The inner workings of Skype can only be protected by software patents.
As long as the theoretical "libreSkype" is developed and hosted from within a country that doesn't recognise software patents, there are no problem.
(And given the comments on this blogs, seems like there are several Russians working on this. And currently Russia doesn't recognise software patents).
As long as no product based on libreSkype is sold in the US, and as long as distributions only offer Skype support as a end-user downloadable after-market plug-in (as currently with MP3, etc.), nobody is going to get sued.
Microsoft is hopeless in this situation.
"Sufficiently advanced satire is indistinguishable from reality." - [Tips: 1DrYakQDKCQ6y52z6QbnkxHXAocMZJE61o ]
Efim Bushmanov is full of priase for Skype in a long interview. http://www.eweekeurope.co.uk/interview/russian-reverse-engineer-praises-skype-30956 He says all good products will not be able to stay in the closet for long, and hopes to see a full open source implementation for Skype soon.
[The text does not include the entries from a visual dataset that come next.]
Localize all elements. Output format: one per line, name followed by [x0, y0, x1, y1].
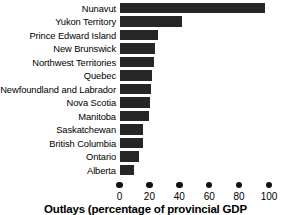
bar-row: Saskatchewan: [0, 123, 291, 137]
category-label: Quebec: [84, 69, 116, 83]
tick-dot-marker: [116, 182, 122, 188]
bar-row: Prince Edward Island: [0, 29, 291, 43]
bar: [120, 97, 151, 107]
tick-dot-marker: [236, 182, 242, 188]
bar-row: Newfoundland and Labrador: [0, 83, 291, 97]
category-label: Nova Scotia: [67, 96, 116, 110]
tick-dot-marker: [176, 182, 182, 188]
bar-row: Nunavut: [0, 2, 291, 16]
bar-row: Yukon Territory: [0, 15, 291, 29]
category-label: Nunavut: [82, 2, 116, 16]
x-axis-title: Outlays (percentage of provincial GDP: [0, 203, 291, 215]
category-label: Newfoundland and Labrador: [0, 83, 116, 97]
bar: [120, 16, 183, 26]
bar-row: Ontario: [0, 150, 291, 164]
category-label: Ontario: [86, 150, 116, 164]
bar: [120, 30, 159, 40]
bar: [120, 111, 150, 121]
x-axis-tick-label: 100: [249, 191, 289, 202]
tick-dot-marker: [206, 182, 212, 188]
category-label: Prince Edward Island: [29, 29, 116, 43]
bar: [120, 151, 139, 161]
bar-row: British Columbia: [0, 137, 291, 151]
bar: [120, 57, 154, 67]
category-label: Manitoba: [78, 110, 116, 124]
bar: [120, 84, 151, 94]
bar-row: Northwest Territories: [0, 56, 291, 70]
bar: [120, 165, 135, 175]
category-label: British Columbia: [49, 137, 116, 151]
category-label: Northwest Territories: [32, 56, 116, 70]
plot-area: NunavutYukon TerritoryPrince Edward Isla…: [0, 0, 291, 180]
category-label: Alberta: [87, 164, 116, 178]
tick-dot-marker: [266, 182, 272, 188]
bar-row: Manitoba: [0, 110, 291, 124]
bar: [120, 43, 156, 53]
bar: [120, 124, 144, 134]
bar: [120, 3, 265, 13]
bar-chart: NunavutYukon TerritoryPrince Edward Isla…: [0, 0, 291, 215]
tick-dot-marker: [146, 182, 152, 188]
bar-row: Nova Scotia: [0, 96, 291, 110]
category-label: Yukon Territory: [55, 15, 116, 29]
bar-row: New Brunswick: [0, 42, 291, 56]
bar-row: Quebec: [0, 69, 291, 83]
bar: [120, 70, 153, 80]
category-label: Saskatchewan: [56, 123, 116, 137]
bar-row: Alberta: [0, 164, 291, 178]
bar: [120, 138, 144, 148]
category-label: New Brunswick: [53, 42, 116, 56]
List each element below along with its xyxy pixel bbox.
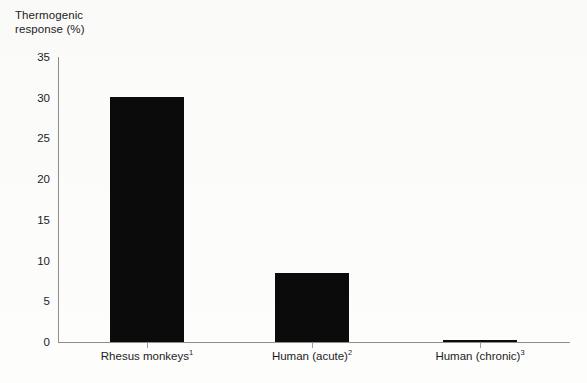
category-label: Rhesus monkeys1 — [101, 350, 193, 362]
x-tick — [480, 343, 481, 348]
category-label: Human (acute)2 — [272, 350, 352, 362]
y-tick-label: 20 — [24, 173, 50, 185]
category-footnote-marker: 3 — [520, 348, 524, 357]
bar — [443, 340, 517, 342]
bar-chart-figure: Thermogenic response (%) 05101520253035 … — [0, 0, 587, 383]
y-tick-label: 10 — [24, 255, 50, 267]
bar — [275, 273, 349, 342]
category-footnote-marker: 2 — [348, 348, 352, 357]
bars-group — [58, 57, 570, 342]
y-tick-label: 0 — [24, 336, 50, 348]
bar — [110, 97, 184, 342]
y-tick-label: 15 — [24, 214, 50, 226]
category-label: Human (chronic)3 — [435, 350, 524, 362]
y-tick-label: 30 — [24, 92, 50, 104]
x-tick — [147, 343, 148, 348]
x-axis-line — [58, 342, 570, 343]
category-footnote-marker: 1 — [189, 348, 193, 357]
x-tick — [312, 343, 313, 348]
y-tick-label: 5 — [24, 295, 50, 307]
y-tick-label: 25 — [24, 132, 50, 144]
y-axis-tick-labels: 05101520253035 — [24, 0, 52, 383]
y-tick-label: 35 — [24, 51, 50, 63]
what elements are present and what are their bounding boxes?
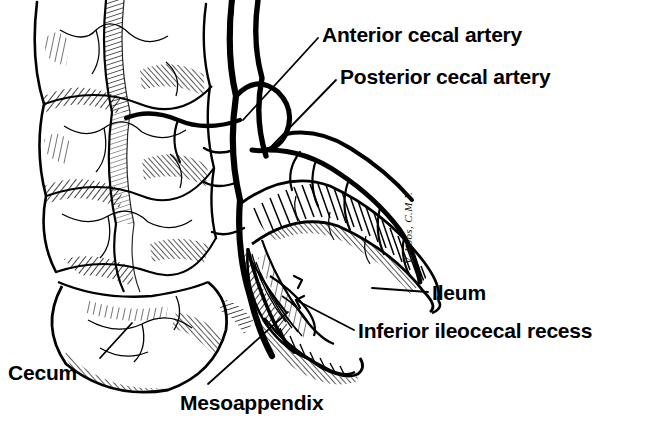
label-cecum: Cecum [8,362,77,383]
label-posterior-cecal-artery: Posterior cecal artery [340,66,550,87]
anatomical-figure: Anterior cecal artery Posterior cecal ar… [0,0,662,440]
leader-cecum [100,323,132,358]
artist-signature: V. Loos, C.M.I. [402,192,414,264]
illustration-canvas [0,0,662,440]
label-anterior-cecal-artery: Anterior cecal artery [322,24,522,45]
label-inferior-ileocecal-recess: Inferior ileocecal recess [358,320,592,341]
label-mesoappendix: Mesoappendix [180,392,323,413]
cecum-haustra-group [35,0,216,292]
label-ileum: Ileum [432,282,486,303]
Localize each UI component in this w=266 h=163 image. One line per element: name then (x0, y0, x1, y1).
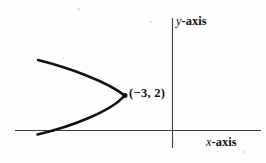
x-axis-word: axis (216, 135, 237, 149)
scan-speck (77, 7, 80, 10)
y-axis-word: axis (186, 14, 207, 28)
parabola-figure: y-axis x-axis (−3, 2) (0, 0, 266, 163)
scan-speck (243, 151, 245, 153)
scan-speck (150, 21, 153, 24)
parabola-curve (38, 60, 125, 135)
y-axis-label: y-axis (176, 15, 207, 28)
vertex-coordinate-label: (−3, 2) (129, 87, 165, 100)
scan-speck (62, 57, 64, 59)
x-axis-label: x-axis (206, 136, 237, 149)
vertex-point-marker (123, 93, 128, 98)
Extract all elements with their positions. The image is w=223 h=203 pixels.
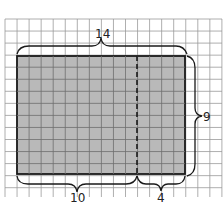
label-bottom-left: 10: [70, 191, 85, 203]
label-bottom-right: 4: [157, 191, 165, 203]
bottom-right-brace: [137, 176, 185, 191]
area-diagram: 14 9 10 4: [0, 0, 223, 203]
label-top: 14: [95, 27, 110, 41]
label-right: 9: [203, 110, 211, 124]
right-brace: [187, 56, 202, 176]
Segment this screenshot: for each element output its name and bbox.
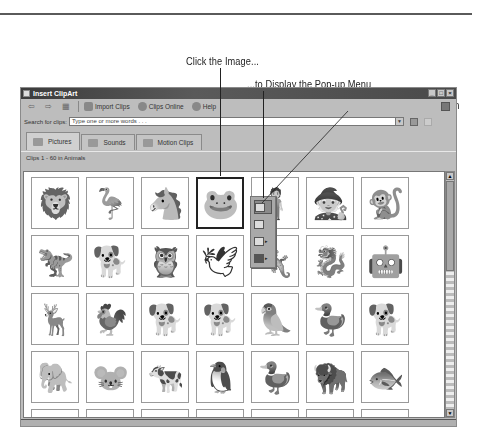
callout-line-insert-clip bbox=[0, 0, 484, 446]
Peter Judge eWEEK Europe
Apparently not a lot of people bothered, although many were quick to repost the story under headlines like “Skype protocol reverse-engineered, source code published”. tl;dr: An important step on a long way is made, but it's going to take years until an alternative Skype client becomes reality.
Bushmanov based his work on de-obfuscated binaries of old versions of Skype for Windows which some other hackers had produced before (the first archive). He used IDA Pro to analyze the code (the second archive contains IDA databases) and gain understanding of some aspects of the protocol, which has layers of encryption and obfuscation. He also patched the binaries to add some logging. Basing on his findings, we wrote a program that can connect to a given [super]node and send an instant message for a given user. The third published archive contains a bunch of MS Visual Studio projects representing his progressive advancement.
To actually connect and send a message, the program needs so-called credentials. It seems to be a sort of session key issued by Skype login servers for 30 days or every time the user enters the password. Sean O'Neil wrote a hack in July 2009 that could connect to a login server and register a new user or log in as an existing one, procuring credentials. Since 2009 this has stopped working, probably because of changes on the server side. So instead Bushmanov used a hack to obtain credentials from running Skype for Windows.
To summarize: Bushmanov built upon prior work in the field and made an important step. There are hundreds of steps like that to be made until an alternative Skype client is possible. Microsoft has plenty of time to react, whatever strategy they choose.
One more thing: when Skype says they're going to do their best to defeat reverse-engineering attempts because the results can be used by spammers, they're lying. It's already possible to use Skype for spamming by automating it. What they're going to fight for is their business model, which relies upon there not being any alternative clients.